What's it like to live in an aging New York hotel. Most movies would weave a story into the precincts and turn the film into entertainment. Or, if more literally minded, maybe a documentary would result where denizens tell their stories to the camera. An artier approach, on the other hand, might juxtapose selected images into some kind of symbolic narrative that stimulates the imagination. This one-of-a-kind movie, however, does none of these, resulting in an approach unlike I, for one, have ever seen.
For the first half of the hour-plus, a static camera lingers on a particular hotel interior for as much as 90-seconds per scene, creating a rather disturbing sensation as we wait for the frame to change at the expected movie tempo (they don't call them "movies" for nothing). But, contrary to expectation, there is no movement, except for an occasional shadowy figure moving quickly in and out of the static frame. The camera, however, doesn't follow the figure in expected movie fashion, but instead stays fixed on the vacated part of the hotel interior. It's the vacancy of the frame that's being emphasized here, not the transient human occupants who seemingly come and go in an indistinct, anonymous manner. And since the entire film is soundless, the disorienting effect is compounded.
In a later segment, the camera begins a super-slow dolly down succeeding hotel corridors, each closely walled in by a narrowness illuminated only by hotel lighting with dim pools of light and shadow. The effect is to create a sense of claustrophobic confinement and unease. These empty corridor shots are emphasized throughout, tunneling our vision onto some kind of obscurely defined distance. The overall effect of both these main movie parts is of textures or what might be called a fabric of vacancy, confinement and impersonality, at least that's what I'm getting from the filmmakers' exotic technique.
The last part presents views from the roof (I think) in super-slow camera pans, resulting in a somewhat panoramic picture of the New York skyline, and a dehumanized one it is, that is, until the camera bends to a street scene below showing cars in motion, but too far removed to reveal real pedestrians. (I'm not sure if this final reveal needs a "spoiler alert"!) The cars too are confined, in this case by narrow city streets, suggesting an application of the hotel corridors to the outside world, as well.
A couple of frames are worth noting. One lingers on an aging, well-dressed man sitting alone in a hotel room. He's perfectly still for the entire time as if he too is part of the furnishings. It's the only time a full figure is revealed and made a subject. I assume he's the room's occupant and emblematic of the hotel as it once was. The other is a dimly lit corridor frame, blackened at the far end, until, that is, a door opens briefly, but we can't tell why. This occurs a number of times at odd intervals for no apparent reason. In most contexts, such mysterious events would be spooky. Here, the openings and closings are more curious than spooky, as if the neighbors down the hall are beyond our reach.
All in all, I'm not sure what to say about the film or its odd technique. Neither are easy ones to like, but then I don't think the movie was made to please. My guess is that the object is to provoke in an odd way an experience of what living in the hotel is like for its apparently lonely residents. The sequence of frames does follow a kind of spatial narrative as we transition from lobby to roof, even if it is at glacial speed. The effect can also be rather hypnotic as I, for one, began to study those mundane little details of walls, hallways, rooms, ordinarily overlooked in everyday life. In that sense, the technique opens up a fresh look at a common background dimension.
No, it's not a film for everyone, and I have no idea where it would be shown except maybe at film schools. Nonetheless, I think TCM should be congratulated for making such film curiosities available to a broader audience who stand to be provoked by the experience. I know I was.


= The task =
When you retype the data, keep every word exactly and include none of the pictures.

──────────

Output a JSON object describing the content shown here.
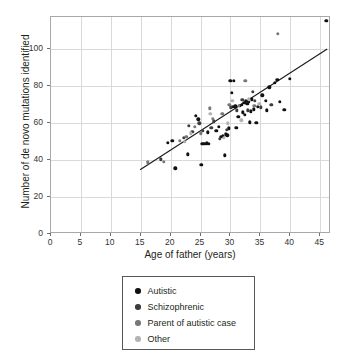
{
  "figure": {
    "background_color": "#ffffff",
    "frame_color": "#a8a8a8",
    "grid_color": "#d9d9d9"
  },
  "chart_data": {
    "type": "scatter",
    "title": "",
    "xlabel": "Age of father (years)",
    "ylabel": "Number of de novo mutations identified",
    "xlim": [
      0,
      46.8
    ],
    "ylim": [
      0,
      117.5
    ],
    "xticks": [
      0,
      5,
      10,
      15,
      20,
      25,
      30,
      35,
      40,
      45
    ],
    "yticks": [
      0,
      20,
      40,
      60,
      80,
      100
    ],
    "xticklabels": [
      "0",
      "5",
      "10",
      "15",
      "20",
      "25",
      "30",
      "35",
      "40",
      "45"
    ],
    "yticklabels": [
      "0",
      "20",
      "40",
      "60",
      "80",
      "100"
    ],
    "grid": true,
    "grid_axis": "both",
    "legend_position": "below-plot",
    "trendline": {
      "type": "linear-fit",
      "color": "#1a1a1a",
      "x_start": 15.0,
      "y_start": 34.0,
      "x_end": 46.5,
      "y_end": 100.0,
      "slope": 2.1,
      "intercept": 2.5
    },
    "series": [
      {
        "name": "Autistic",
        "color": "#111111",
        "points": [
          [
            19.5,
            49.5
          ],
          [
            20.3,
            50.5
          ],
          [
            20.8,
            35.5
          ],
          [
            22.9,
            43.2
          ],
          [
            24.2,
            64.0
          ],
          [
            24.6,
            62.0
          ],
          [
            25.1,
            37.5
          ],
          [
            25.3,
            49.0
          ],
          [
            25.6,
            48.8
          ],
          [
            26.0,
            49.2
          ],
          [
            26.4,
            49.0
          ],
          [
            26.2,
            55.0
          ],
          [
            27.6,
            56.0
          ],
          [
            28.0,
            58.2
          ],
          [
            28.4,
            52.5
          ],
          [
            28.7,
            53.0
          ],
          [
            29.0,
            42.6
          ],
          [
            29.2,
            54.0
          ],
          [
            29.5,
            53.5
          ],
          [
            29.7,
            57.2
          ],
          [
            30.0,
            83.0
          ],
          [
            30.6,
            83.0
          ],
          [
            30.2,
            76.5
          ],
          [
            30.4,
            69.0
          ],
          [
            30.8,
            69.2
          ],
          [
            31.0,
            57.5
          ],
          [
            31.3,
            63.5
          ],
          [
            31.6,
            69.5
          ],
          [
            31.9,
            70.0
          ],
          [
            32.1,
            66.0
          ],
          [
            32.3,
            71.0
          ],
          [
            32.4,
            64.5
          ],
          [
            32.6,
            72.0
          ],
          [
            32.8,
            70.5
          ],
          [
            33.0,
            71.5
          ],
          [
            33.2,
            60.5
          ],
          [
            33.4,
            66.5
          ],
          [
            33.6,
            73.0
          ],
          [
            33.9,
            67.5
          ],
          [
            34.3,
            60.2
          ],
          [
            34.6,
            69.0
          ],
          [
            35.3,
            75.0
          ],
          [
            35.9,
            72.0
          ],
          [
            36.1,
            67.0
          ],
          [
            36.5,
            79.5
          ],
          [
            37.4,
            82.0
          ],
          [
            37.8,
            83.5
          ],
          [
            38.2,
            71.5
          ],
          [
            39.0,
            67.2
          ],
          [
            39.9,
            84.0
          ],
          [
            46.0,
            115.5
          ]
        ]
      },
      {
        "name": "Schizophrenic",
        "color": "#3d3d3d",
        "points": [
          [
            18.4,
            40.5
          ],
          [
            22.2,
            52.0
          ],
          [
            23.0,
            58.5
          ],
          [
            23.6,
            55.5
          ],
          [
            24.8,
            60.0
          ],
          [
            25.4,
            56.0
          ],
          [
            26.8,
            57.5
          ],
          [
            27.2,
            61.0
          ],
          [
            28.2,
            51.5
          ],
          [
            29.4,
            56.5
          ],
          [
            30.1,
            68.5
          ],
          [
            31.1,
            67.0
          ],
          [
            32.0,
            72.5
          ],
          [
            32.9,
            67.0
          ],
          [
            33.7,
            77.0
          ],
          [
            34.1,
            72.0
          ],
          [
            35.1,
            68.5
          ],
          [
            36.8,
            70.0
          ]
        ]
      },
      {
        "name": "Parent of autistic case",
        "color": "#777777",
        "points": [
          [
            16.2,
            38.8
          ],
          [
            18.9,
            39.0
          ],
          [
            21.5,
            50.5
          ],
          [
            22.6,
            52.5
          ],
          [
            24.0,
            58.0
          ],
          [
            25.0,
            54.5
          ],
          [
            26.5,
            68.0
          ],
          [
            27.0,
            62.5
          ],
          [
            28.6,
            65.0
          ],
          [
            29.8,
            70.0
          ],
          [
            31.4,
            69.5
          ],
          [
            32.5,
            83.0
          ],
          [
            34.0,
            69.5
          ],
          [
            37.9,
            108.5
          ]
        ]
      },
      {
        "name": "Other",
        "color": "#b3b3b3",
        "points": [
          [
            22.4,
            50.0
          ],
          [
            23.4,
            54.5
          ],
          [
            26.6,
            65.0
          ],
          [
            28.9,
            52.0
          ],
          [
            29.6,
            60.0
          ],
          [
            30.3,
            72.0
          ],
          [
            31.8,
            61.5
          ],
          [
            33.1,
            73.0
          ],
          [
            34.8,
            70.5
          ]
        ]
      }
    ]
  },
  "legend": {
    "border_color": "#58585a",
    "items": [
      {
        "label": "Autistic",
        "color": "#111111"
      },
      {
        "label": "Schizophrenic",
        "color": "#3d3d3d"
      },
      {
        "label": "Parent of autistic case",
        "color": "#777777"
      },
      {
        "label": "Other",
        "color": "#b3b3b3"
      }
    ]
  }
}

──────────

= Finished task =
Output a JSON object describing the content shown here.
{
  "figure": {
    "background_color": "#ffffff",
    "frame_color": "#a8a8a8",
    "grid_color": "#d9d9d9"
  },
  "chart_data": {
    "type": "scatter",
    "title": "",
    "xlabel": "Age of father (years)",
    "ylabel": "Number of de novo mutations identified",
    "xlim": [
      0,
      46.8
    ],
    "ylim": [
      0,
      117.5
    ],
    "xticks": [
      0,
      5,
      10,
      15,
      20,
      25,
      30,
      35,
      40,
      45
    ],
    "yticks": [
      0,
      20,
      40,
      60,
      80,
      100
    ],
    "xticklabels": [
      "0",
      "5",
      "10",
      "15",
      "20",
      "25",
      "30",
      "35",
      "40",
      "45"
    ],
    "yticklabels": [
      "0",
      "20",
      "40",
      "60",
      "80",
      "100"
    ],
    "grid": true,
    "grid_axis": "both",
    "legend_position": "below-plot",
    "trendline": {
      "type": "linear-fit",
      "color": "#1a1a1a",
      "x_start": 15.0,
      "y_start": 34.0,
      "x_end": 46.5,
      "y_end": 100.0,
      "slope": 2.1,
      "intercept": 2.5
    },
    "series": [
      {
        "name": "Autistic",
        "color": "#111111",
        "points": [
          [
            19.5,
            49.5
          ],
          [
            20.3,
            50.5
          ],
          [
            20.8,
            35.5
          ],
          [
            22.9,
            43.2
          ],
          [
            24.2,
            64.0
          ],
          [
            24.6,
            62.0
          ],
          [
            25.1,
            37.5
          ],
          [
            25.3,
            49.0
          ],
          [
            25.6,
            48.8
          ],
          [
            26.0,
            49.2
          ],
          [
            26.4,
            49.0
          ],
          [
            26.2,
            55.0
          ],
          [
            27.6,
            56.0
          ],
          [
            28.0,
            58.2
          ],
          [
            28.4,
            52.5
          ],
          [
            28.7,
            53.0
          ],
          [
            29.0,
            42.6
          ],
          [
            29.2,
            54.0
          ],
          [
            29.5,
            53.5
          ],
          [
            29.7,
            57.2
          ],
          [
            30.0,
            83.0
          ],
          [
            30.6,
            83.0
          ],
          [
            30.2,
            76.5
          ],
          [
            30.4,
            69.0
          ],
          [
            30.8,
            69.2
          ],
          [
            31.0,
            57.5
          ],
          [
            31.3,
            63.5
          ],
          [
            31.6,
            69.5
          ],
          [
            31.9,
            70.0
          ],
          [
            32.1,
            66.0
          ],
          [
            32.3,
            71.0
          ],
          [
            32.4,
            64.5
          ],
          [
            32.6,
            72.0
          ],
          [
            32.8,
            70.5
          ],
          [
            33.0,
            71.5
          ],
          [
            33.2,
            60.5
          ],
          [
            33.4,
            66.5
          ],
          [
            33.6,
            73.0
          ],
          [
            33.9,
            67.5
          ],
          [
            34.3,
            60.2
          ],
          [
            34.6,
            69.0
          ],
          [
            35.3,
            75.0
          ],
          [
            35.9,
            72.0
          ],
          [
            36.1,
            67.0
          ],
          [
            36.5,
            79.5
          ],
          [
            37.4,
            82.0
          ],
          [
            37.8,
            83.5
          ],
          [
            38.2,
            71.5
          ],
          [
            39.0,
            67.2
          ],
          [
            39.9,
            84.0
          ],
          [
            46.0,
            115.5
          ]
        ]
      },
      {
        "name": "Schizophrenic",
        "color": "#3d3d3d",
        "points": [
          [
            18.4,
            40.5
          ],
          [
            22.2,
            52.0
          ],
          [
            23.0,
            58.5
          ],
          [
            23.6,
            55.5
          ],
          [
            24.8,
            60.0
          ],
          [
            25.4,
            56.0
          ],
          [
            26.8,
            57.5
          ],
          [
            27.2,
            61.0
          ],
          [
            28.2,
            51.5
          ],
          [
            29.4,
            56.5
          ],
          [
            30.1,
            68.5
          ],
          [
            31.1,
            67.0
          ],
          [
            32.0,
            72.5
          ],
          [
            32.9,
            67.0
          ],
          [
            33.7,
            77.0
          ],
          [
            34.1,
            72.0
          ],
          [
            35.1,
            68.5
          ],
          [
            36.8,
            70.0
          ]
        ]
      },
      {
        "name": "Parent of autistic case",
        "color": "#777777",
        "points": [
          [
            16.2,
            38.8
          ],
          [
            18.9,
            39.0
          ],
          [
            21.5,
            50.5
          ],
          [
            22.6,
            52.5
          ],
          [
            24.0,
            58.0
          ],
          [
            25.0,
            54.5
          ],
          [
            26.5,
            68.0
          ],
          [
            27.0,
            62.5
          ],
          [
            28.6,
            65.0
          ],
          [
            29.8,
            70.0
          ],
          [
            31.4,
            69.5
          ],
          [
            32.5,
            83.0
          ],
          [
            34.0,
            69.5
          ],
          [
            37.9,
            108.5
          ]
        ]
      },
      {
        "name": "Other",
        "color": "#b3b3b3",
        "points": [
          [
            22.4,
            50.0
          ],
          [
            23.4,
            54.5
          ],
          [
            26.6,
            65.0
          ],
          [
            28.9,
            52.0
          ],
          [
            29.6,
            60.0
          ],
          [
            30.3,
            72.0
          ],
          [
            31.8,
            61.5
          ],
          [
            33.1,
            73.0
          ],
          [
            34.8,
            70.5
          ]
        ]
      }
    ]
  },
  "legend": {
    "border_color": "#58585a",
    "items": [
      {
        "label": "Autistic",
        "color": "#111111"
      },
      {
        "label": "Schizophrenic",
        "color": "#3d3d3d"
      },
      {
        "label": "Parent of autistic case",
        "color": "#777777"
      },
      {
        "label": "Other",
        "color": "#b3b3b3"
      }
    ]
  }
}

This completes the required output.